Mary Moller is a program specialist at the Center of Excellence for Alzheimer's Disease. She's spent fourteen years working with families shattered by the diagnosis of this and other forms of dementia. I would imagine laboring in such a field requires the sort of distancing mechanisms that limit emotional investment and empathy. You must stand at a remove, I suspect, as the victims swell in number and circumstance; boundaries firm as you deliver what expertise you can to those destined to decline from this point forward.
That makes sense. But here, again, we have a situation in which an adjustment must be made. The writing of a book, any book, necessitates the lowering of those protective walls and the closing of those distances in order to effectively connect with a reader. This is, at its heart, a one-on-one enterprise that greatly benefits from the personal touch. Expertise is more gratefully received on the page when it arrives in the form of intimate knowledge; direction more welcome when tendered through the balm of a manifestly-evident compassion.
While Ms. Moller's guide makes good on its promise to walk one through the stages of Alzheimer's Disease - what to say, what to expect, what to do - that guidance is supplied in a workaday tone that is nothing short of institutional. This is what one might expect from a pamphlet offered by the local public health service. And when you've gone to the trouble to research all the material available on such a hard and heartless disease, when you've expended the effort to select, then purchase, then read the book as you crest the wave of this nightmare, well, I think you deserve more than what you'd get from an employee of the state.
Boundaries may be the wisest choice in the nine-to-five travail of the job, they simply don't work here.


**REQUIRED WORK:** With the images removed, repeat the data below exactly.

**DATA EXCERPTS:**
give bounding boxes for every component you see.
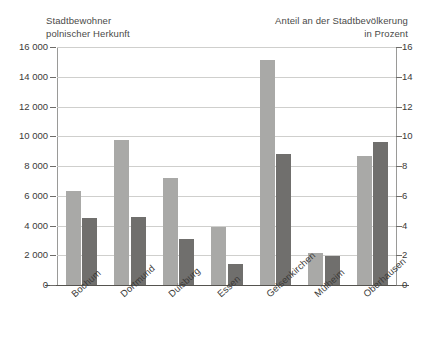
left-tick-mark [50,196,56,197]
right-axis-ticks: 0246810121416 [402,0,444,341]
right-tick-label: 0 [402,280,407,290]
left-tick-label: 0 [43,280,48,290]
right-tick-mark [396,226,402,227]
left-tick-mark [50,285,56,286]
left-tick-mark [50,77,56,78]
gridline [57,77,397,78]
left-tick-label: 16 000 [19,42,48,52]
gridline [57,226,397,227]
gridline [57,47,397,48]
bar-percent-oberhausen [373,142,388,285]
gridline [57,107,397,108]
right-tick-label: 16 [402,42,413,52]
bar-absolute-bochum [66,191,81,285]
right-tick-label: 14 [402,72,413,82]
left-tick-mark [50,255,56,256]
right-tick-mark [396,136,402,137]
left-axis-ticks: 02 0004 0006 0008 00010 00012 00014 0001… [0,0,48,341]
right-tick-mark [396,107,402,108]
bar-absolute-essen [211,227,226,285]
left-tick-label: 14 000 [19,72,48,82]
left-tick-label: 10 000 [19,131,48,141]
gridline [57,196,397,197]
right-tick-label: 10 [402,131,413,141]
left-tick-mark [50,166,56,167]
gridline [57,136,397,137]
left-tick-label: 8 000 [24,161,48,171]
right-tick-mark [396,47,402,48]
chart-container: Stadtbewohner polnischer Herkunft Anteil… [0,0,444,341]
right-tick-label: 4 [402,221,407,231]
left-axis-title: Stadtbewohner polnischer Herkunft [46,15,130,40]
right-tick-mark [396,196,402,197]
right-tick-mark [396,166,402,167]
bar-absolute-dortmund [114,140,129,285]
plot-area [57,47,397,285]
right-tick-mark [396,285,402,286]
left-tick-mark [50,107,56,108]
bar-absolute-oberhausen [357,156,372,285]
left-tick-label: 4 000 [24,221,48,231]
gridline [57,255,397,256]
left-tick-mark [50,136,56,137]
bar-percent-gelsenkirchen [276,154,291,285]
bar-absolute-duisburg [163,178,178,285]
gridline [57,166,397,167]
bar-absolute-gelsenkirchen [260,60,275,285]
right-tick-label: 6 [402,191,407,201]
right-axis-title: Anteil an der Stadtbevölkerung in Prozen… [275,15,408,40]
left-tick-label: 12 000 [19,102,48,112]
right-tick-label: 8 [402,161,407,171]
left-tick-label: 2 000 [24,250,48,260]
left-tick-label: 6 000 [24,191,48,201]
right-tick-mark [396,77,402,78]
left-tick-mark [50,226,56,227]
right-tick-label: 12 [402,102,413,112]
left-tick-mark [50,47,56,48]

**SOLUTION FOR THIS EXERCISE:**
give bounding boxes for every component you see.
left-tick-mark [50,196,56,197]
right-axis-ticks: 0246810121416 [402,0,444,341]
right-tick-label: 0 [402,280,407,290]
left-tick-label: 0 [43,280,48,290]
right-tick-mark [396,226,402,227]
left-tick-mark [50,285,56,286]
left-tick-mark [50,77,56,78]
gridline [57,77,397,78]
left-tick-label: 16 000 [19,42,48,52]
gridline [57,226,397,227]
gridline [57,47,397,48]
bar-percent-oberhausen [373,142,388,285]
gridline [57,107,397,108]
right-tick-label: 16 [402,42,413,52]
bar-absolute-bochum [66,191,81,285]
right-tick-label: 14 [402,72,413,82]
left-tick-mark [50,255,56,256]
right-tick-mark [396,136,402,137]
left-axis-ticks: 02 0004 0006 0008 00010 00012 00014 0001… [0,0,48,341]
right-tick-mark [396,107,402,108]
bar-absolute-essen [211,227,226,285]
left-tick-label: 14 000 [19,72,48,82]
left-tick-label: 10 000 [19,131,48,141]
gridline [57,196,397,197]
right-tick-label: 10 [402,131,413,141]
left-tick-mark [50,166,56,167]
gridline [57,136,397,137]
left-tick-label: 8 000 [24,161,48,171]
right-tick-mark [396,47,402,48]
chart-container: Stadtbewohner polnischer Herkunft Anteil… [0,0,444,341]
right-tick-label: 4 [402,221,407,231]
left-axis-title: Stadtbewohner polnischer Herkunft [46,15,130,40]
right-tick-mark [396,196,402,197]
right-tick-mark [396,166,402,167]
bar-absolute-dortmund [114,140,129,285]
plot-area [57,47,397,285]
right-tick-mark [396,285,402,286]
left-tick-mark [50,107,56,108]
bar-absolute-oberhausen [357,156,372,285]
left-tick-label: 4 000 [24,221,48,231]
gridline [57,255,397,256]
left-tick-mark [50,136,56,137]
bar-percent-gelsenkirchen [276,154,291,285]
bar-absolute-duisburg [163,178,178,285]
gridline [57,166,397,167]
bar-absolute-gelsenkirchen [260,60,275,285]
right-tick-label: 6 [402,191,407,201]
right-axis-title: Anteil an der Stadtbevölkerung in Prozen… [275,15,408,40]
left-tick-label: 12 000 [19,102,48,112]
right-tick-label: 8 [402,161,407,171]
left-tick-label: 2 000 [24,250,48,260]
left-tick-label: 6 000 [24,191,48,201]
right-tick-mark [396,77,402,78]
left-tick-mark [50,226,56,227]
right-tick-label: 12 [402,102,413,112]
left-tick-mark [50,47,56,48]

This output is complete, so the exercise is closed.